From 1840 to 1842, Great Britain launched a war of aggression against China, which is known in history as the First Opium War. After the Opium War, China was gradually reduced to a semi-colonial, semi-feudal society due to the aggression of Western powers and the corruption of feudal rulers. The country endured intense humiliation, the people were subjected to untold misery, and the Chinese civilization was plunged into darkness. The Chinese nation suffered greater ravages than ever before.

To save the nation from peril, the Chinese people rose to fight back, and patriots of high ideals sought to pull the nation together, putting up a heroic and moving struggle. The Taiping Heavenly Kingdom Movement (1851–1864), the Westernization Movement (1860s–1890s), the Reform Movement of 1898, and the Yihetuan Movement (1899–1900) rose one after the other, and a variety of plans were devised to ensure national survival, but all of these ended in failure.

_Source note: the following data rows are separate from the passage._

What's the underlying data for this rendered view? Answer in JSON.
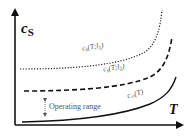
{
  "diagram": {
    "y_axis_label": {
      "main": "c",
      "sub": "S"
    },
    "x_axis_label": "T",
    "curves": [
      {
        "name": "cs(T;l1)",
        "label_main": "c",
        "label_sub": "s",
        "label_args": "(T;l",
        "label_idx": "1",
        "label_close": ")",
        "style": "dotted"
      },
      {
        "name": "cs(T;l2)",
        "label_main": "c",
        "label_sub": "s",
        "label_args": "(T;l",
        "label_idx": "2",
        "label_close": ")",
        "style": "dashed"
      },
      {
        "name": "c_inf(T)",
        "label_main": "c",
        "label_sub": "∞",
        "label_args": "(T)",
        "style": "solid"
      }
    ],
    "annotation": "Operating range",
    "colors": {
      "axis": "#111111",
      "curve": "#222222",
      "text": "#555555"
    }
  }
}
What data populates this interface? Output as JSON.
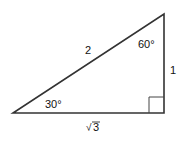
{
  "diagram": {
    "type": "right-triangle",
    "stroke_color": "#333333",
    "vertices": {
      "left": [
        13,
        113
      ],
      "right_angle": [
        164,
        113
      ],
      "top": [
        164,
        14
      ]
    },
    "labels": {
      "hypotenuse": "2",
      "vertical_side": "1",
      "horizontal_side": "3",
      "horizontal_side_prefix": "√",
      "top_angle": "60°",
      "left_angle": "30°"
    },
    "right_angle_marker": true
  }
}
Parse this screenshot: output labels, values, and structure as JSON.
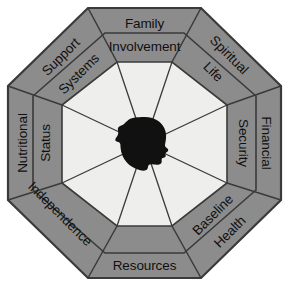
{
  "diagram": {
    "shape": "octagon",
    "segment_count": 8,
    "colors": {
      "background": "#ffffff",
      "outer_ring": "#8c8c8c",
      "inner_octagon": "#eeeeec",
      "stroke": "#3a3a3a",
      "center_figure": "#111111",
      "text": "#101010"
    },
    "center": {
      "icon_name": "head-silhouette-icon",
      "description": "black human head profile silhouette"
    },
    "segments": [
      {
        "position": "top",
        "outer": "Family",
        "inner": "Involvement",
        "rotation": 0
      },
      {
        "position": "top-right",
        "outer": "Spiritual",
        "inner": "Life",
        "rotation": 45
      },
      {
        "position": "right",
        "outer": "Financial",
        "inner": "Security",
        "rotation": 90
      },
      {
        "position": "bottom-right",
        "outer": "Baseline",
        "inner": "Health",
        "rotation": -45
      },
      {
        "position": "bottom",
        "outer": "Resources",
        "inner": "",
        "rotation": 0
      },
      {
        "position": "bottom-left",
        "outer": "Independence",
        "inner": "",
        "rotation": 45
      },
      {
        "position": "left",
        "outer": "Nutritional",
        "inner": "Status",
        "rotation": -90
      },
      {
        "position": "top-left",
        "outer": "Support",
        "inner": "Systems",
        "rotation": -45
      }
    ]
  }
}
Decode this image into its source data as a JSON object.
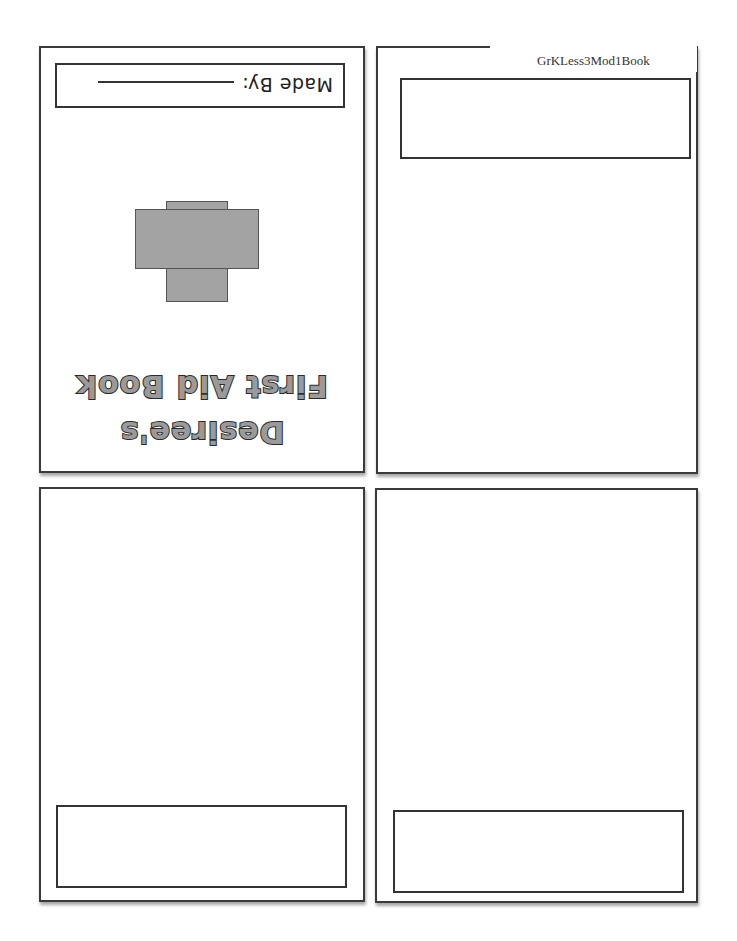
{
  "header": {
    "doc_label": "GrKLess3Mod1Book"
  },
  "cover": {
    "made_by_label": "Made By:",
    "title_line1": "Desiree's",
    "title_line2": "First Aid Book",
    "icon": "first-aid-cross-icon",
    "cross_color": "#a3a3a3"
  },
  "pages": [
    {
      "id": "page-cover",
      "orientation": "upside-down"
    },
    {
      "id": "page-2",
      "text_box": ""
    },
    {
      "id": "page-3",
      "text_box": ""
    },
    {
      "id": "page-4",
      "text_box": ""
    }
  ]
}
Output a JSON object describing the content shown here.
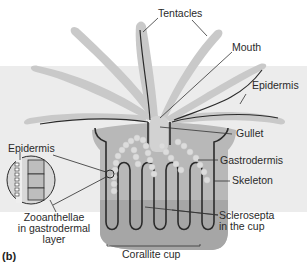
{
  "figure": {
    "panel_label": "(b)",
    "colors": {
      "background": "#ffffff",
      "band": "#ececec",
      "tentacle": "#c8c8c8",
      "body": "#b4b4b4",
      "skeleton": "#a2a2a2",
      "gastrodermis_line": "#2b2b2b",
      "zooxanthellae": "#dadada",
      "label_text": "#2a2a2a"
    },
    "labels": {
      "tentacles": "Tentacles",
      "mouth": "Mouth",
      "epidermis_right": "Epidermis",
      "gullet": "Gullet",
      "gastrodermis": "Gastrodermis",
      "skeleton": "Skeleton",
      "epidermis_left": "Epidermis",
      "zooxanthellae_line1": "Zooanthellae",
      "zooxanthellae_line2": "in gastrodermal",
      "zooxanthellae_line3": "layer",
      "sclerosepta_line1": "Sclerosepta",
      "sclerosepta_line2": "in the cup",
      "corallite_cup": "Corallite cup"
    }
  }
}
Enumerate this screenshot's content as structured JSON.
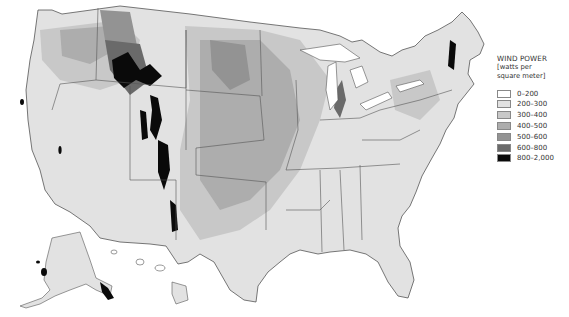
{
  "legend": {
    "title": "WIND POWER",
    "subtitle_line1": "[watts per",
    "subtitle_line2": "square meter]",
    "items": [
      {
        "label": "0–200",
        "color": "#ffffff"
      },
      {
        "label": "200–300",
        "color": "#e2e2e2"
      },
      {
        "label": "300–400",
        "color": "#c8c8c8"
      },
      {
        "label": "400–500",
        "color": "#adadad"
      },
      {
        "label": "500–600",
        "color": "#939393"
      },
      {
        "label": "600–800",
        "color": "#6a6a6a"
      },
      {
        "label": "800–2,000",
        "color": "#0a0a0a"
      }
    ]
  },
  "map": {
    "subject": "United States wind power density",
    "regions_shown": [
      "Contiguous United States",
      "Alaska",
      "Hawaii"
    ]
  }
}
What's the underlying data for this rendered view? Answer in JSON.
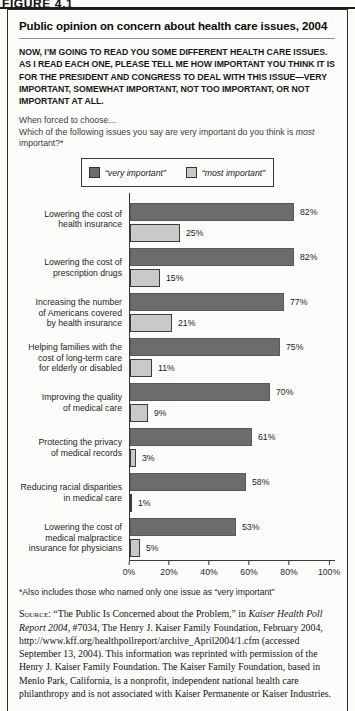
{
  "figure_label": "FIGURE 4.1",
  "panel": {
    "title": "Public opinion on concern about health care issues, 2004",
    "question_paragraph": "NOW, I’M GOING TO READ YOU SOME DIFFERENT HEALTH CARE ISSUES. AS I READ EACH ONE, PLEASE TELL ME HOW IMPORTANT YOU THINK IT IS FOR THE PRESIDENT AND CONGRESS TO DEAL WITH THIS ISSUE—VERY IMPORTANT, SOMEWHAT IMPORTANT, NOT TOO IMPORTANT, OR NOT IMPORTANT AT ALL.",
    "lead_in": "When forced to choose...",
    "sub_question_prefix": "Which of the following issues you say are very important do you think is ",
    "sub_question_italic": "most",
    "sub_question_suffix": " important?*"
  },
  "legend": [
    {
      "key": "very-important",
      "label": "“very important”",
      "color": "#6c6c6c"
    },
    {
      "key": "most-important",
      "label": "“most important”",
      "color": "#c9c9c9"
    }
  ],
  "chart_data": {
    "type": "bar",
    "orientation": "horizontal",
    "title": "Public opinion on concern about health care issues, 2004",
    "categories": [
      "Lowering the cost of\nhealth insurance",
      "Lowering the cost of\nprescription drugs",
      "Increasing the number\nof Americans covered\nby health insurance",
      "Helping families with the\ncost of long-term care\nfor elderly or disabled",
      "Improving the quality\nof medical care",
      "Protecting the privacy\nof medical records",
      "Reducing racial disparities\nin medical care",
      "Lowering the cost of\nmedical malpractice\ninsurance for physicians"
    ],
    "series": [
      {
        "name": "“very important”",
        "color": "#6c6c6c",
        "values": [
          82,
          82,
          77,
          75,
          70,
          61,
          58,
          53
        ]
      },
      {
        "name": "“most important”",
        "color": "#c9c9c9",
        "values": [
          25,
          15,
          21,
          11,
          9,
          3,
          1,
          5
        ]
      }
    ],
    "value_suffix": "%",
    "xlim": [
      0,
      100
    ],
    "x_ticks": [
      {
        "label": "0%",
        "value": 0
      },
      {
        "label": "20%",
        "value": 20
      },
      {
        "label": "40%",
        "value": 40
      },
      {
        "label": "60%",
        "value": 60
      },
      {
        "label": "80%",
        "value": 80
      },
      {
        "label": "100%",
        "value": 100
      }
    ],
    "grid": false,
    "legend_position": "top-center"
  },
  "footnote": "*Also includes those who named only one issue as “very important”",
  "source": {
    "segments": [
      {
        "style": "smallcaps",
        "text": "Source:"
      },
      {
        "style": "normal",
        "text": " “The Public Is Concerned about the Problem,” in "
      },
      {
        "style": "italic",
        "text": "Kaiser Health Poll Report 2004"
      },
      {
        "style": "normal",
        "text": ", #7034, The Henry J. Kaiser Family Foundation, February 2004, http://www.kff.org/healthpollreport/archive_April2004/1.cfm (accessed September 13, 2004). This information was reprinted with permission of the Henry J. Kaiser Family Foundation. The Kaiser Family Foundation, based in Menlo Park, California, is a nonprofit, independent national health care philanthropy and is not associated with Kaiser Permanente or Kaiser Industries."
      }
    ]
  }
}
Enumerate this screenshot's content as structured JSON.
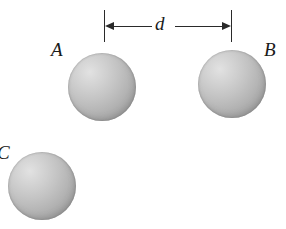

The Revolution of 1911 led by Dr. Sun Yat-sen (1866–1925) brought down the absolute monarchy that had reigned over China for thousands of years, but it failed to change the semi-colonial and semi-feudal nature of Chinese society and to alter the bitter fate of the Chinese people. China was in urgent need of new ideas to lead the movement to save the nation and a new organization to rally forces of revolution.